Cite as:
Schwarzbach J V, Lingnau A, Melcher D P, 2010, "Spatial specificity of the remapped BOLD response across saccades" Perception 39 ECVP Abstract Supplement, page 55
Spatial specificity of the remapped BOLD response across saccades
J V Schwarzbach, A Lingnau, D P Melcher
Around the time of saccadic eye movements, many oculomotor and visual areas dynamically ‘remap’ their receptive fields. Remapping across hemispheres has been studied with fMRI by having participants make horizontal saccades so that stimuli switch hemispheres across saccades. Even when the stimulus is extinguished immediately prior to the saccade, increased BOLD has been found in areas ipsilateral to the original stimulus location. However, previous studies have not shown whether this putative correlate of remapping is stimulus- and location-specific or just an unspecific increase in ipsilateral activity such as a change in gain fields or connectivity.
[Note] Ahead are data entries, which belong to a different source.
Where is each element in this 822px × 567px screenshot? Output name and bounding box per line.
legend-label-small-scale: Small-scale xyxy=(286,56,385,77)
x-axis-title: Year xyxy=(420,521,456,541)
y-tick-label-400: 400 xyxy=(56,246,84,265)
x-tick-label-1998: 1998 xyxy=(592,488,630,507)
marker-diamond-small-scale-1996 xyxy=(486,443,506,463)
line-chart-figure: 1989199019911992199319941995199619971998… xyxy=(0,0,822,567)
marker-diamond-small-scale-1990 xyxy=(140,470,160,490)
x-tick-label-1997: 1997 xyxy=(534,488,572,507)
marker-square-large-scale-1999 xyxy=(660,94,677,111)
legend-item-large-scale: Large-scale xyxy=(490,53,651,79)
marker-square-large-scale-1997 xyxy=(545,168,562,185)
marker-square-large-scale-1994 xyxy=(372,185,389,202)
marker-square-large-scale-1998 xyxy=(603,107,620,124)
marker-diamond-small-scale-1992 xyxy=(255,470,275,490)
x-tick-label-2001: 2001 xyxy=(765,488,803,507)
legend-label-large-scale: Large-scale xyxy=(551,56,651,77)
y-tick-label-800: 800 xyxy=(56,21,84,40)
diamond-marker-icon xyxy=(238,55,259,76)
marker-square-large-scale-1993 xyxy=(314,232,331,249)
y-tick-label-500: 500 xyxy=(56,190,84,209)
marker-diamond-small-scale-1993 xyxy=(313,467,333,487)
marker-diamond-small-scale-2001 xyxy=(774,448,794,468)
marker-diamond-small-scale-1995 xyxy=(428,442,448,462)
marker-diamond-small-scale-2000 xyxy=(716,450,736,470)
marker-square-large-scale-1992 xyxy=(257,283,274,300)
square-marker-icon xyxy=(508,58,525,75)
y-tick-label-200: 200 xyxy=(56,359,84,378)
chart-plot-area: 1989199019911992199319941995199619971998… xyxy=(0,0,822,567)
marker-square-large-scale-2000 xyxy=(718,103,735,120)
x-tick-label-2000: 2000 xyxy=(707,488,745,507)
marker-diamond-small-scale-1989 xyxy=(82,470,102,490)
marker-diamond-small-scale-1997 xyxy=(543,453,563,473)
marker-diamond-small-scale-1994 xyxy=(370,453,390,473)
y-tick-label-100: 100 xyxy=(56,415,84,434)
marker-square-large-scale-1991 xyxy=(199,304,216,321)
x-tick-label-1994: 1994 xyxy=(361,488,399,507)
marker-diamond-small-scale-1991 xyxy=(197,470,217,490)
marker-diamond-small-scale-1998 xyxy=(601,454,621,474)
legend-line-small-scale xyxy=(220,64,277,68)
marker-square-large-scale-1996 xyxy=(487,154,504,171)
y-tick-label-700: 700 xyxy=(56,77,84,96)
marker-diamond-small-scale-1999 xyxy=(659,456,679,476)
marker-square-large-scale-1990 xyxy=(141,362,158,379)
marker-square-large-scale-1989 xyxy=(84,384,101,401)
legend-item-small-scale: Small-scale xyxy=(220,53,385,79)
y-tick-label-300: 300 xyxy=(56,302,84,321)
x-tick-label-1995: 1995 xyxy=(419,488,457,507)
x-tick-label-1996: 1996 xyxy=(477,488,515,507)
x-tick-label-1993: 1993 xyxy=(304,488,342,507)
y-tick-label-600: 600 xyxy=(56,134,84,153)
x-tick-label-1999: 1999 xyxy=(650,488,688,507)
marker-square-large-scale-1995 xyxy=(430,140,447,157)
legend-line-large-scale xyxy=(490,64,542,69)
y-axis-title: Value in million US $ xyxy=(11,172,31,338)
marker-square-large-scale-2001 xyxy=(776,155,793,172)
We tested spatial specificity by presenting the remapped stimulus either above or below the midline. We looked for spatial selectivity using a GLM conjunction-analysis that identified voxels showing stronger contralateral activation for stimuli presented above versus below midline during trials where no saccade was made AND stronger ipsilateral activation for stimuli presented above versus below midline during trials where a saccade was made. Using this approach, we identified regions in V2/V3 that showed spatially specific remapping. Spatial selectivity was much weaker after remapping, which is incompatible with a pure ‘cut & paste’ account of achieving visual stability across eye movements.